During a 30-day inpatient stay, Iris’ expert pediatric oncology and hematology team ran more tests and formulated a plan of attack. Her physicians, nurses, nurse navigators and more took a whole-person approach, connecting with Iris and her parents on a deeper level, while creating moments of joy.

“We had this community experience with our care team and that almost matters to me as much as knowing how to fight cancer, because she’s not had a negative experience at Mary Bridge,” Melissa shares. “I think it’s kind of magical that the whole package works together so that kids don’t walk away from these hugely awful experiences with as much trauma as they might otherwise.”

For Iris, the Beads of Courage program — which has been fully funded by Mary Bridge Children’s Foundation donors since late 2012 — positively influences how she sees and tells her cancer story. Developed by a pediatric oncology nurse in 2003, the program uses colorful beads to represent each step of a child’s serious illness journey, from tests, scans and needle pokes to chemotherapy, immunizations, radiation and more.
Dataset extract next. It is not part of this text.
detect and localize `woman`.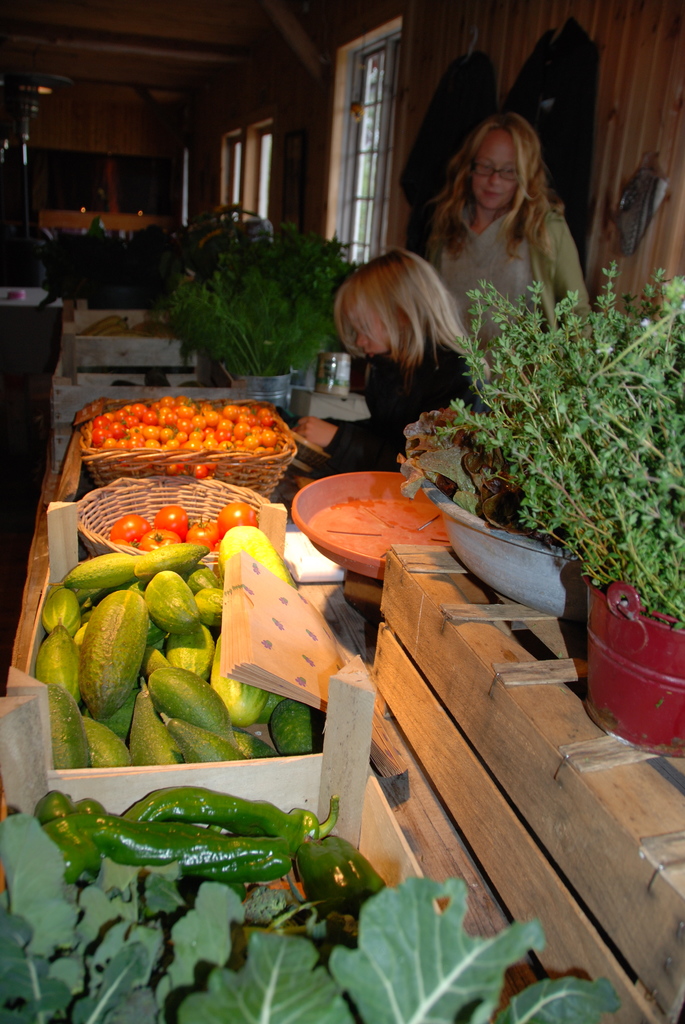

Special beads in between celebrate acts of courage, accomplishments and milestones like the 100th bead club. The result is an ever-growing strand, which gives a child something to physically hold on to during tough treatment sessions.

Iris was first introduced to Susan Hayes, a Mary Bridge Children’s volunteer affectionately known as the “Bead Lady,” in her early days at the hospital. She had been preparing to rest when Susan knocked on her door and quietly wheeled in her cart. An exhausted Iris visibly perked up at the mention of beads.

Bainbridge girl ‘checks’ leukemia’s challenges marked by artist-made beads 3

Can you spot the snail bead?

“It’s very, very fun, ‘cause you get to see like all of the, say, blood transfusions you had,” she explains. “I have a snail bead that I like a lot and got these fish beads for traveling long distance, and since we live one hour away, we get a lot of these!”

The program has come to mean a lot to Iris’ whole family, including her older sister who received her own bead packet, and each of their parents.

“Beads of Courage was a shift from viewing the time in the hospital and the path in front of us as this thing that was forced upon us where Iris was kind of a victim of it to a realization that it’s her journey, and there’s no other journey like it,” Daniel says. “It’s her own.”

Melissa loves seeing her daughter brighten even as she talks about hard things and is grateful for the framework the beads provide.

“It makes everything she’s gone through kind of tangible and more easily shared with other people,” she says. “When Iris first came home and people were coming over, these beads  really helped in that conversation, because it was being able to show the enormous string and say, ‘Each of these is for something hard that I did.’”

Continuing her match against cancer

Though Iris has many beads to go before proclaiming victory, she, Melissa and Daniel are thankful for the donors who champion kids and families like theirs.

“These kids go through so much, and these donors are providing those hits of joy that help you get through,” Daniel shares. “For me, when we were introduced to the program, it was maybe one of the lowest parts of my life. And every time there was something that would light Iris up and give a different perspective on the situation, the joy that I felt made a difference.”